Let's say I have a modern O365 SPFX WebPart that displays some data in a DetailsList in a SharePoint Online environment. Now, I want to use the same property pane that is used to edit the webpart's own properties to edit the items in my DetailList.
I found this great article that demonstrates how this can be done. However, when my WebPart is published online, the property pane will not work (no output in the console), until I have edited the WebPart itself. At this point it's obvious to me that SharePoint will lazy-load the property pane when I attempt to edit the WebPart in edit mode, thus the call this.context.propertyPane.open()
will fail, until the property pane was loaded at least once in edit mode.
After playing around with the problem I discovered that SharePoint will allow me to initialize and open the same property pane using this.context.propertyPane.openDetails()
at any time, so I don't have to trigger the loading beforehand.

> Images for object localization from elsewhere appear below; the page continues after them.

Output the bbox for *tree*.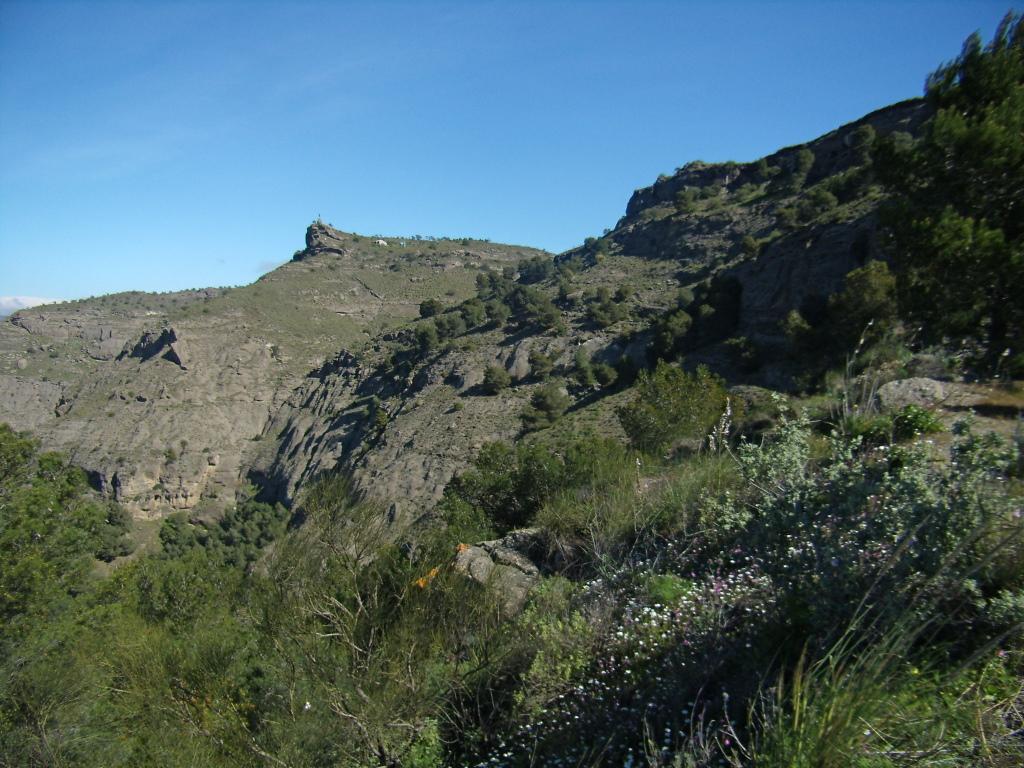
926, 215, 1023, 291.
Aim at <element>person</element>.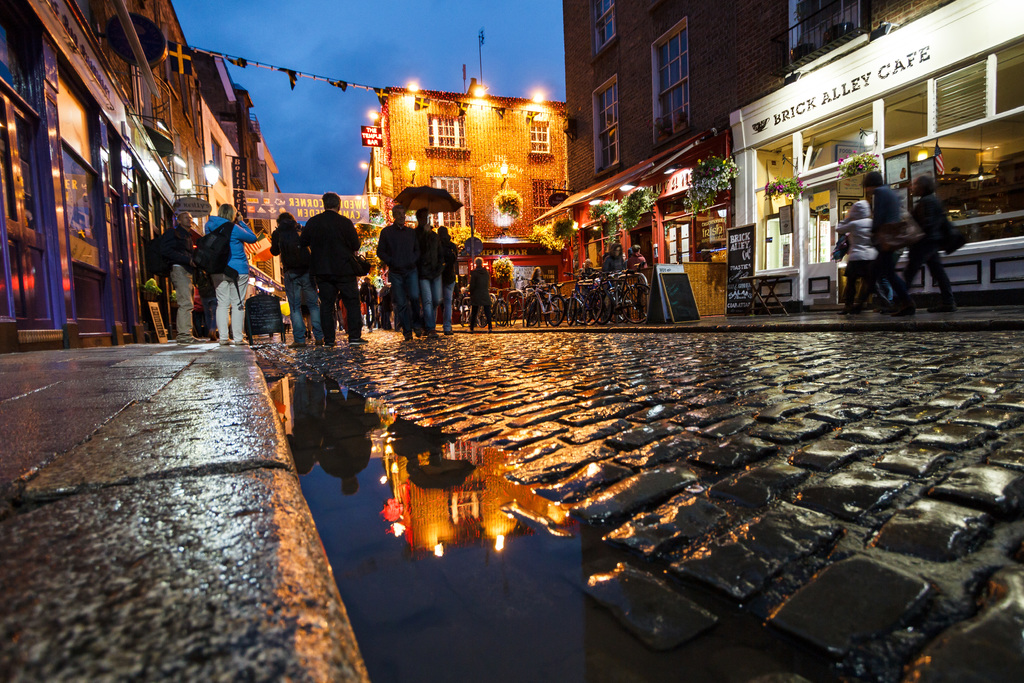
Aimed at <box>434,225,463,338</box>.
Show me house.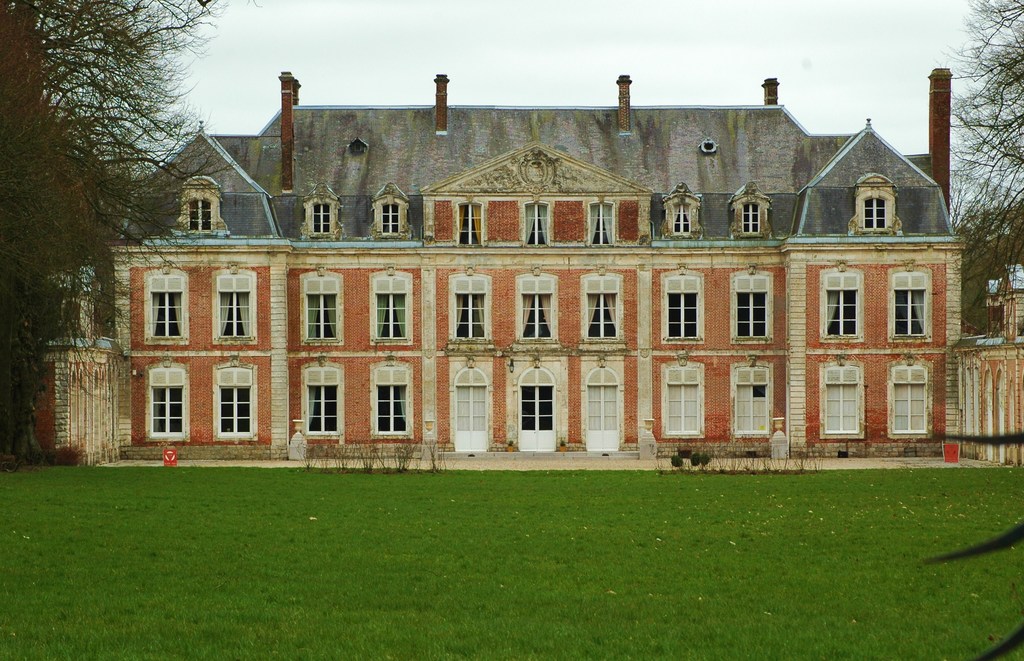
house is here: [29, 101, 984, 466].
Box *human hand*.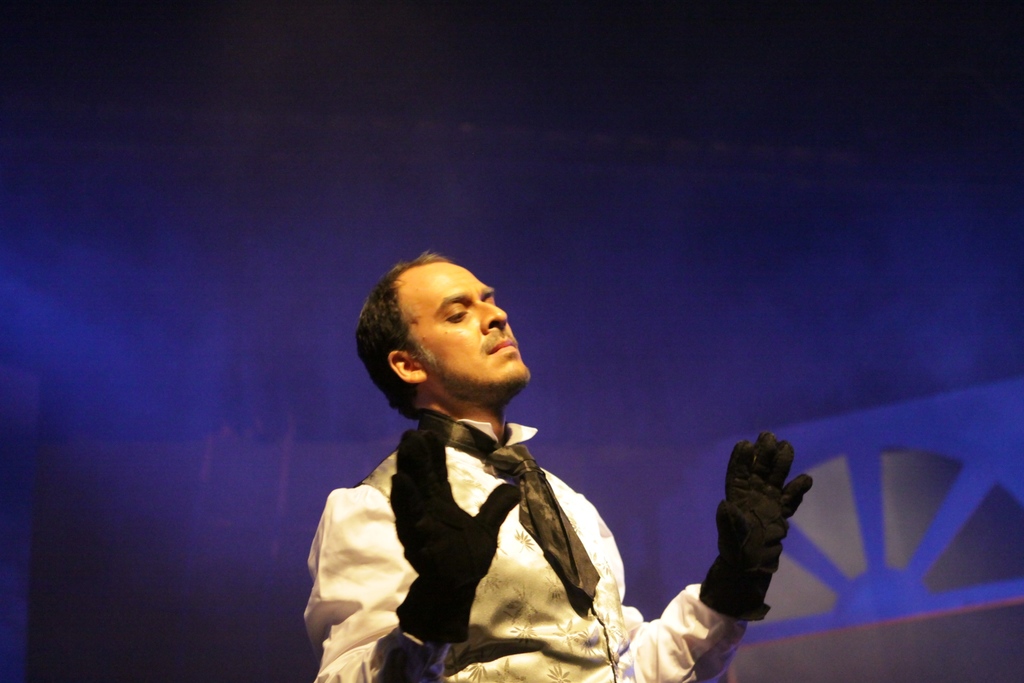
x1=388 y1=426 x2=524 y2=585.
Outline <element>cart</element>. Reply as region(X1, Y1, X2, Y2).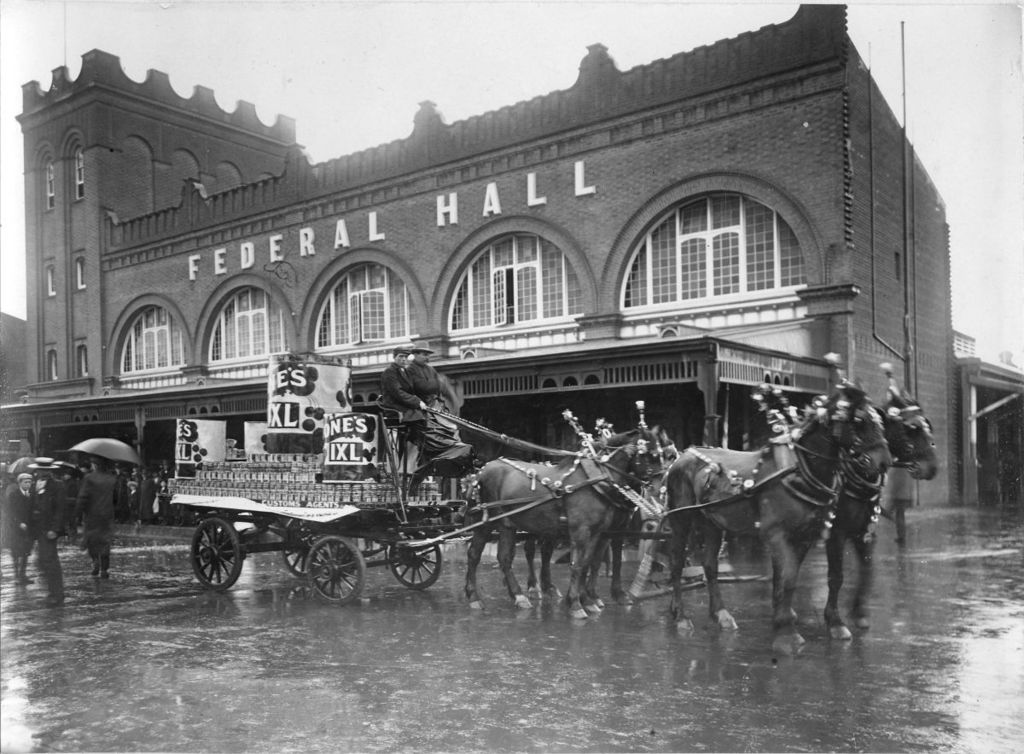
region(172, 387, 672, 618).
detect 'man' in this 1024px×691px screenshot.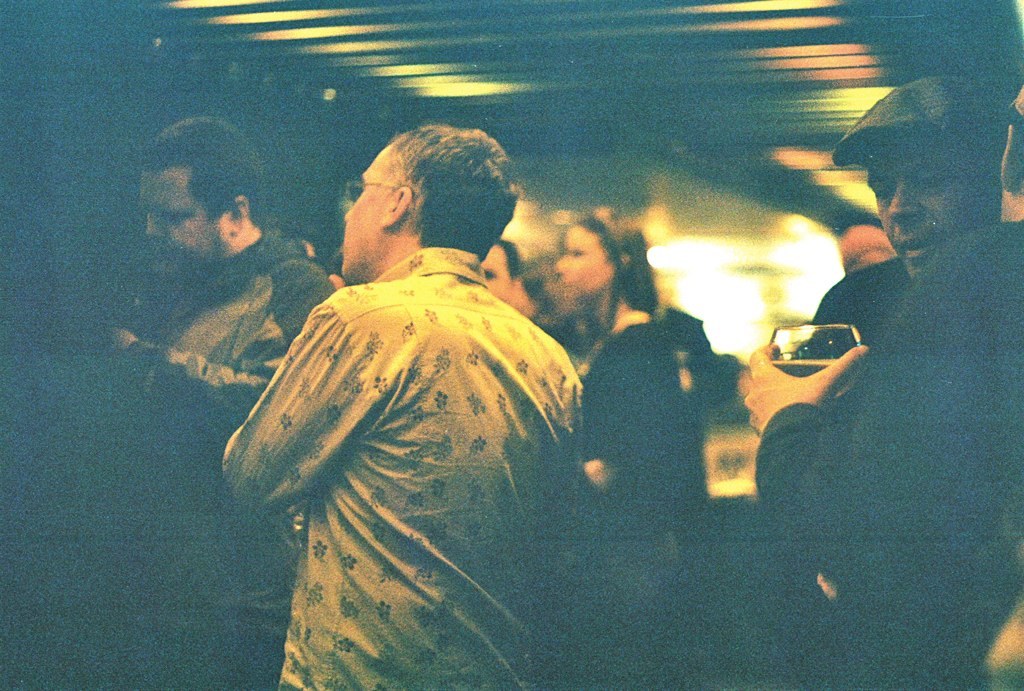
Detection: select_region(94, 109, 336, 690).
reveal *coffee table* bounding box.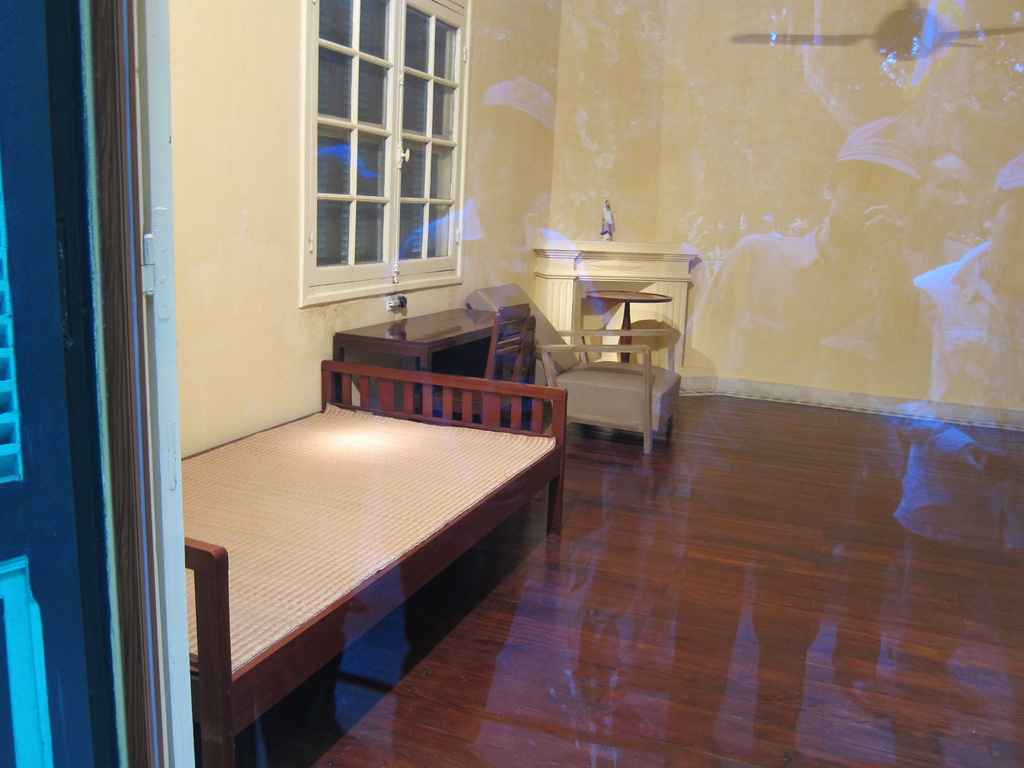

At that moment I realized that this is the right function I should use, instead, but the property pane is empty, it just displays a string saying there are no options to edit. The function wants a context: any
from me.
I was searching for any sample code online to understand how to work with this function, without luck, though. I'm pretty sure this is the function Microsoft uses to display, for instance, file attributes when editing files in the DetailList of the document library WebPart. I want a similar experience, I want to do it the Microsoft-way, I don't want to use my own side-drawer component or something like that.
How can I use this function to display my own options in the property pane? I'm thankful for any hint, advice and insight.
EDIT: It seems I can use my current solution by doing:
this.context.propertyPane.openDetails();
this.context.propertyPane.open();
but I still want to know how to use openDetails() the correct way. This is just a hack I'm doing here.